Lost Earnings
Lost earnings are calculated by comparing the plaintiff’s expected income with actual income. For past losses (those that occurred prior to trial), this calculation is usually based on the assumption that the plaintiff’s earnings would have been in equilibrium. Plaintiff’s expected income is assumed to include cost-of-living adjustments and scheduled promotions and raises but does not include factors such as claims that the plaintiff was about to change to a more lucrative occupation. This calculation is simple for employees and persons in stable businesses. It becomes more difficult when it involves a plaintiff in a transitory state. For example, assume that the plaintiff is just starting a private medical practice. He has been in business six months when he is severely injured in an automobile accident and he is unable to return to work. If it takes four years for his case to go to trial, he will be entitled to the earnings he lost during that period. His income during the first six months of practice probably will not be representative of what his earnings would have been when the practice was fully established. In this case, the plaintiff’s counsel will need to present projections of his client’s potential earnings capacity.
Future earning capacity is what the plaintiff might have earned had the injury not occurred. The damages would be this earning capacity minus projected earnings in the injured condition. This is not always a positive number. If, because of injuries, the plaintiff was retrained for a higher paying job, he or she may have no damages attributable to lost earning capacity. If the plaintiff is well along in life in a dead-end job, then his or her future earning capacity may simply equal present wage plus cost- of-living adjustments.
The difficult cases involve plaintiffs starting their careers. These cases require a balancing of the plaintiff’s goals against the probability of his or her achieving those goals.
Assume that the plaintiff has suffered a head injury that makes it impossible to do any job more demanding than manual labor. If the plaintiff is a successful surgeon, then his future earning capacity is fairly certain, as is his potential professional lifetime. Assuming a net income of $200,000 per year and 25 years until retirement, minus a potential income of $5,000 per year as a laborer, a first- level approximation of lost earning capacity would be ($200,000–$5,000) × 25, or $4,875,000. If he is a first-year medical student, it is fairly certain that he would have become a physician, but his level of future financial success is much less certain. In this situation, the plaintiff’s future earning capacity may be limited to the average income for physicians in general. If the plaintiff is a freshman in college, then the probability of his becoming a surgeon is further reduced, as is his ability to establish a high future earning capacity.
These assumptions about the uncertainty of the plaintiff’s future may cause the jury to award him less money for lost future earning capacity, but they do not prevent the plaintiff from putting on evidence to reduce the assumption of uncertainty. If the college freshman is an honor student at Yale whose mother is a prominent surgeon and there is evidence that he intended to join her practice, the jury might assume that he had a high probability of achieving his goals. Information that tends to convince a jury that the plaintiff’s goals were both reasonable and personally achievable is key to a successful claim for a large award for loss of future earning capacity.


What needs to be done
Copy the data that follows exactly as it is, excluding all pictures.

Data items
··········

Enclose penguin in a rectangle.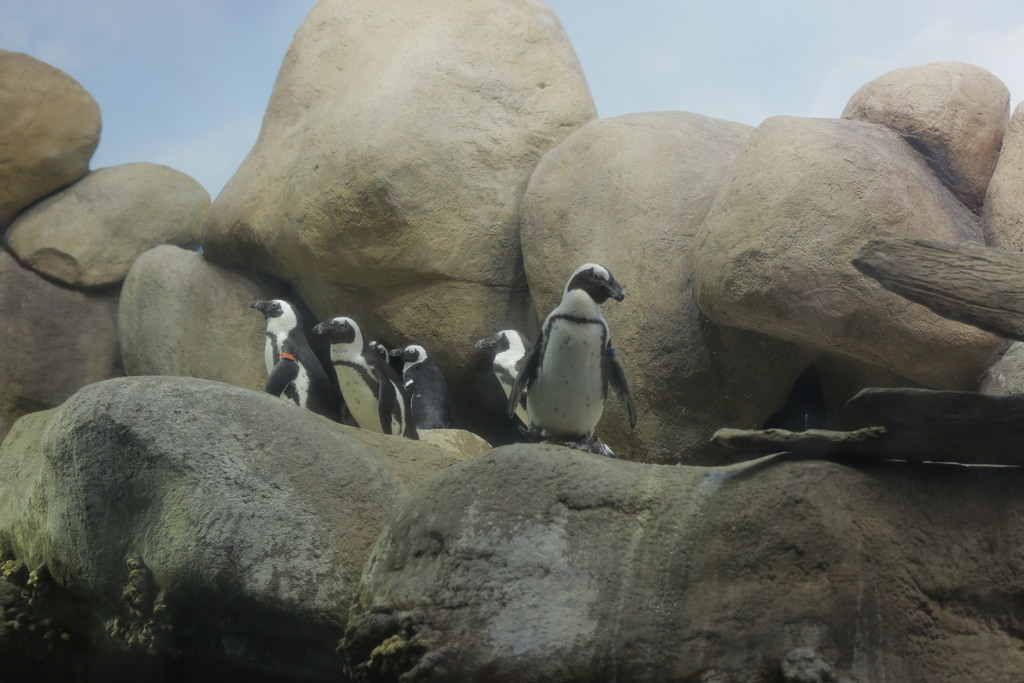
[308, 315, 410, 434].
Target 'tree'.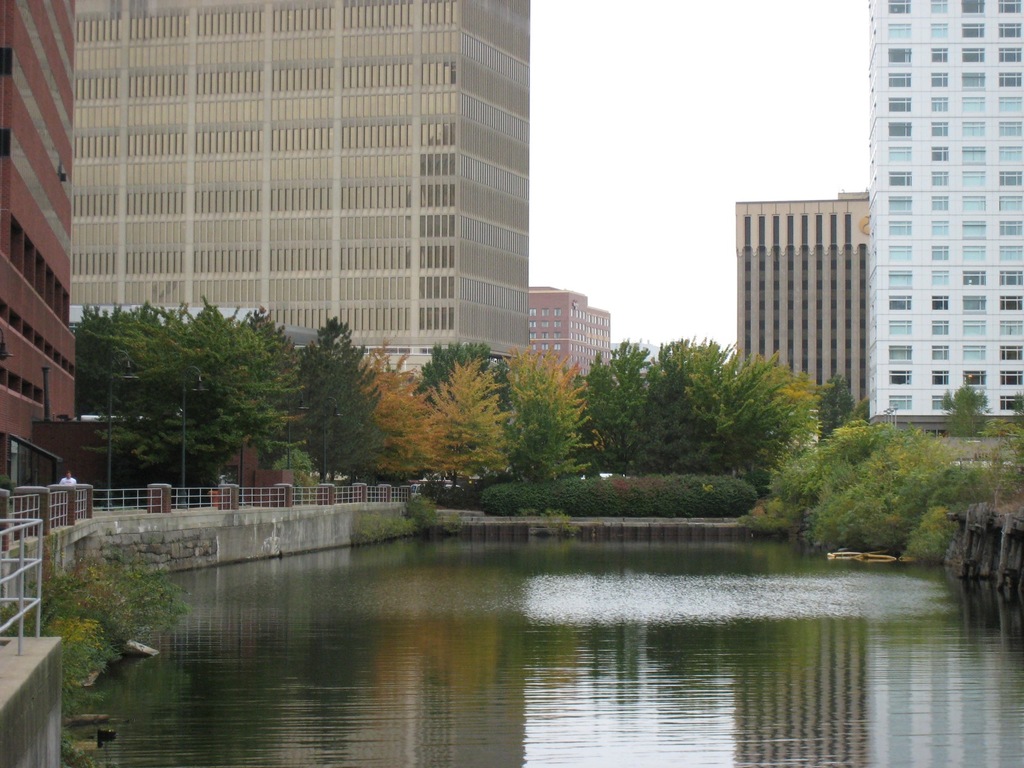
Target region: x1=361 y1=339 x2=429 y2=490.
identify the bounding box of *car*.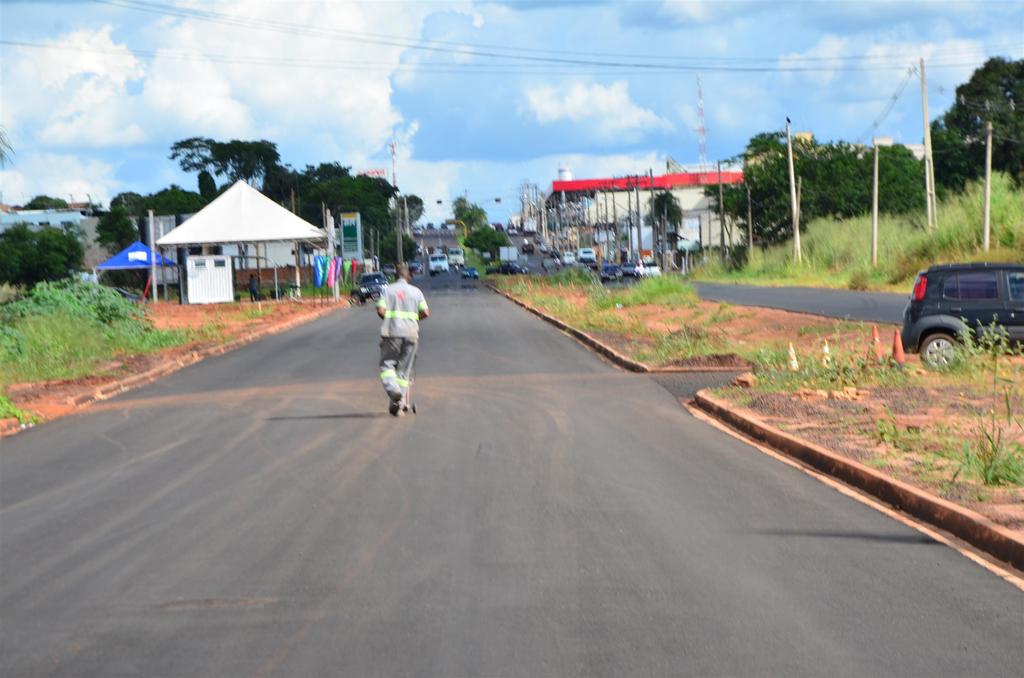
<box>584,251,601,264</box>.
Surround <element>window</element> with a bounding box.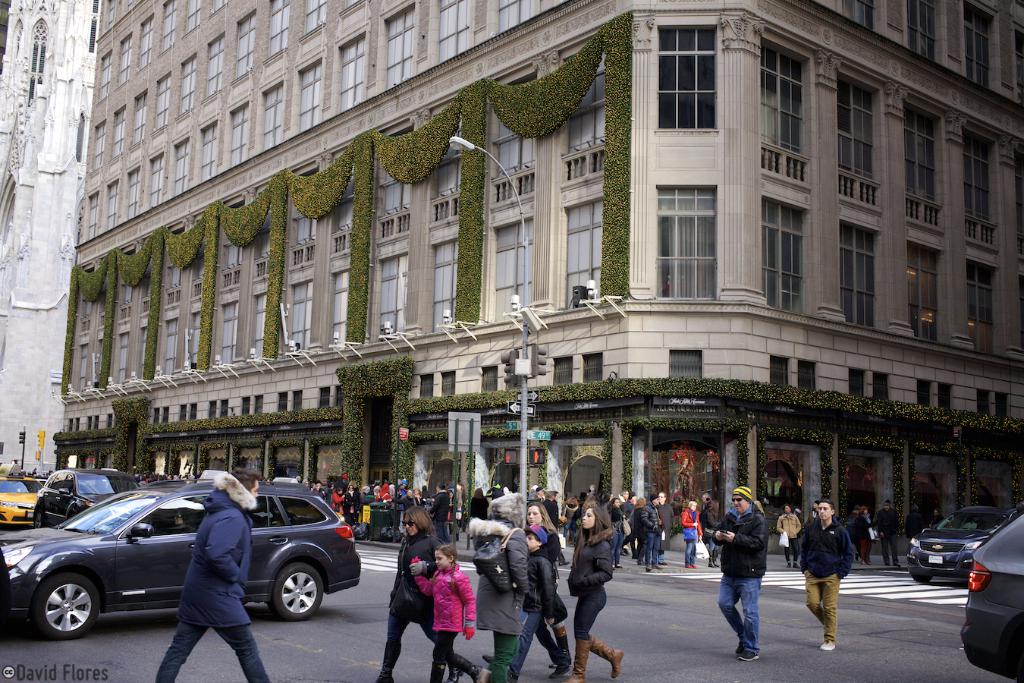
box=[183, 0, 201, 43].
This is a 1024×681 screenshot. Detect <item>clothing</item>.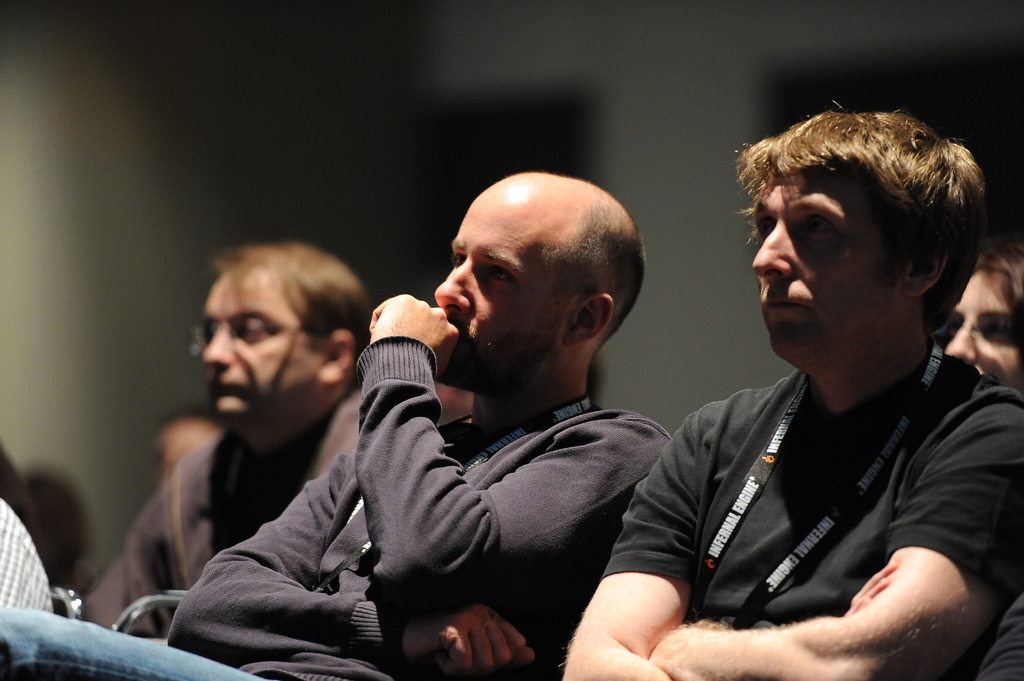
[0,497,54,618].
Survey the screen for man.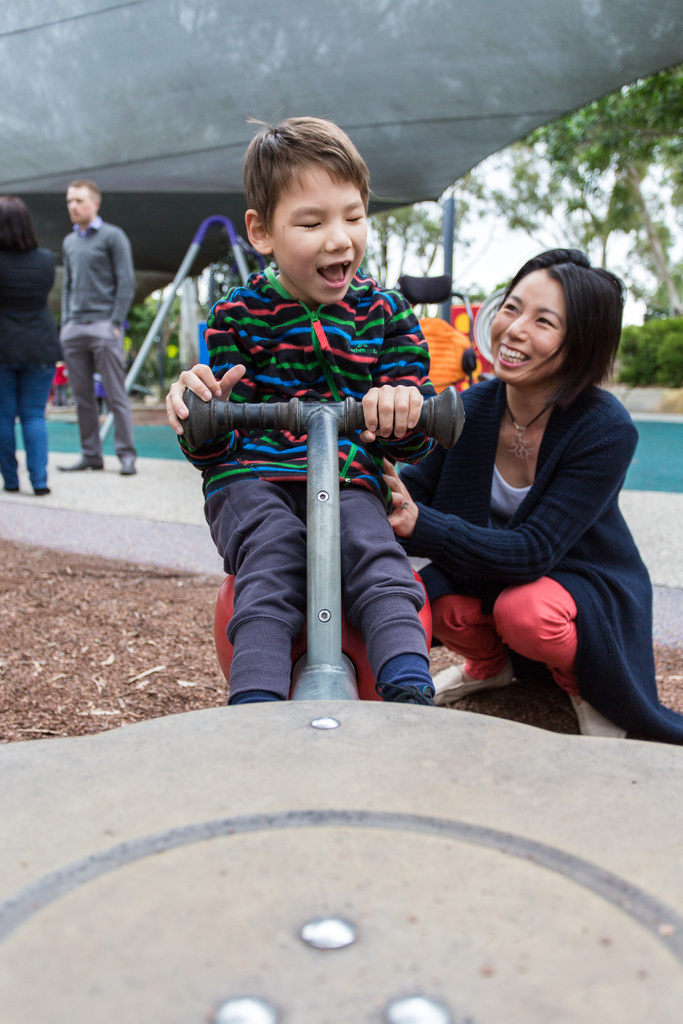
Survey found: [44, 145, 136, 483].
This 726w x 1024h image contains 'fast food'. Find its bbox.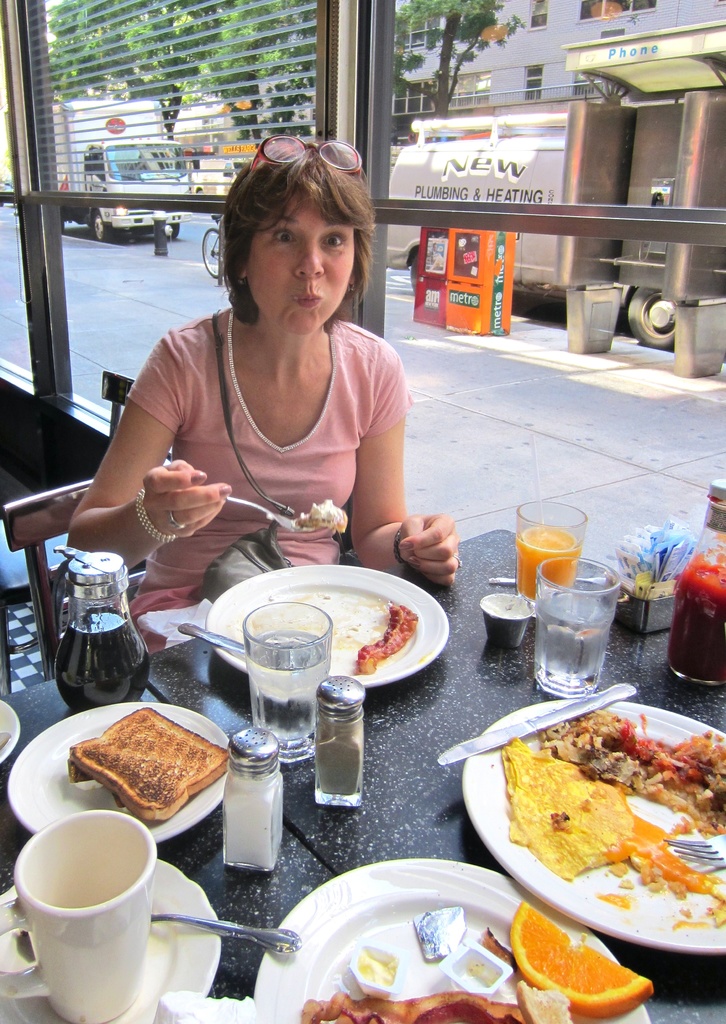
left=361, top=602, right=418, bottom=675.
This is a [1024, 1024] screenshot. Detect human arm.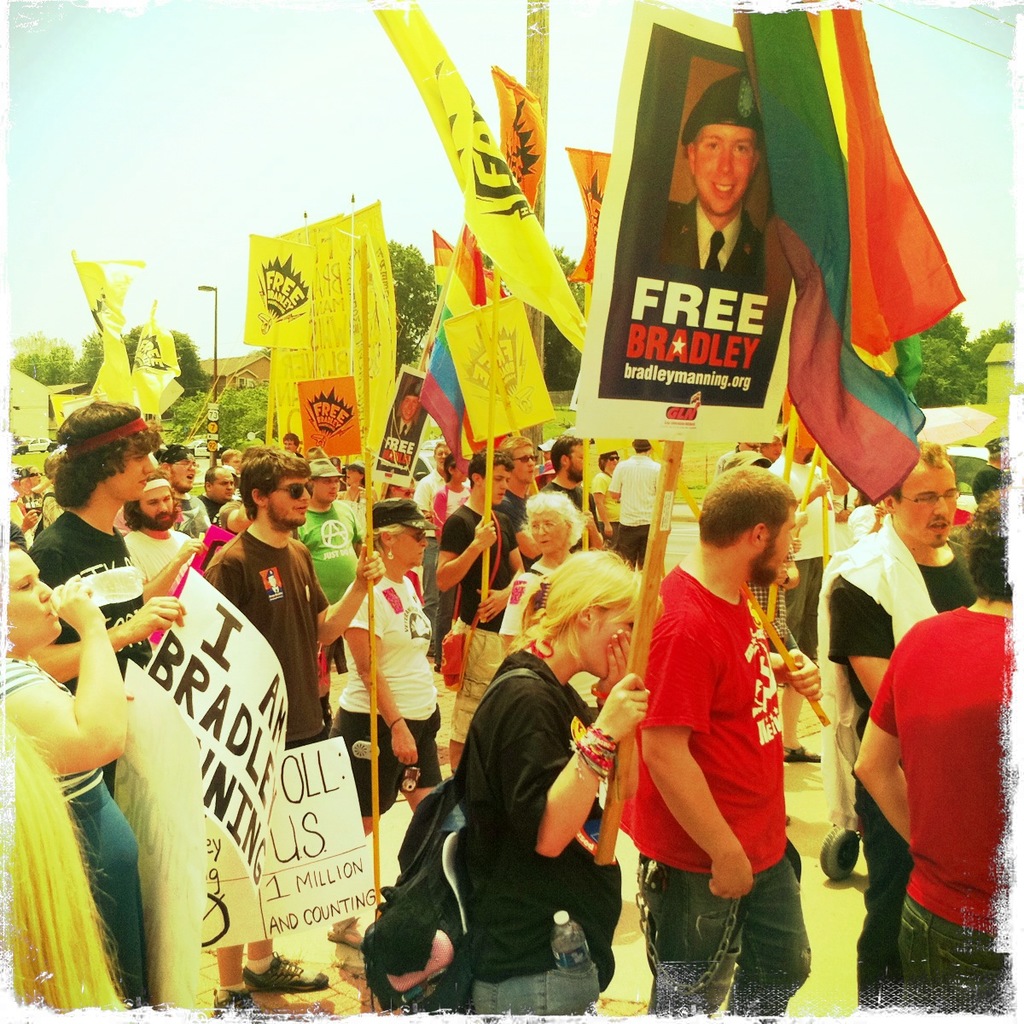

··········

Exercise response
Enclose penguin in a rectangle.
[308, 315, 410, 434].
Target 'tree'.
Target region: x1=361 y1=339 x2=429 y2=490.
identify the bounding box of *car*.
<box>584,251,601,264</box>.
Surround <element>window</element> with a bounding box.
box=[183, 0, 201, 43].
This is a 1024×681 screenshot. Detect <item>clothing</item>.
[0,497,54,618].
Survey the screen for man.
Survey found: [44, 145, 136, 483].
This 726w x 1024h image contains 'fast food'. Find its bbox.
left=361, top=602, right=418, bottom=675.
This is a [1024, 1024] screenshot. Detect human arm.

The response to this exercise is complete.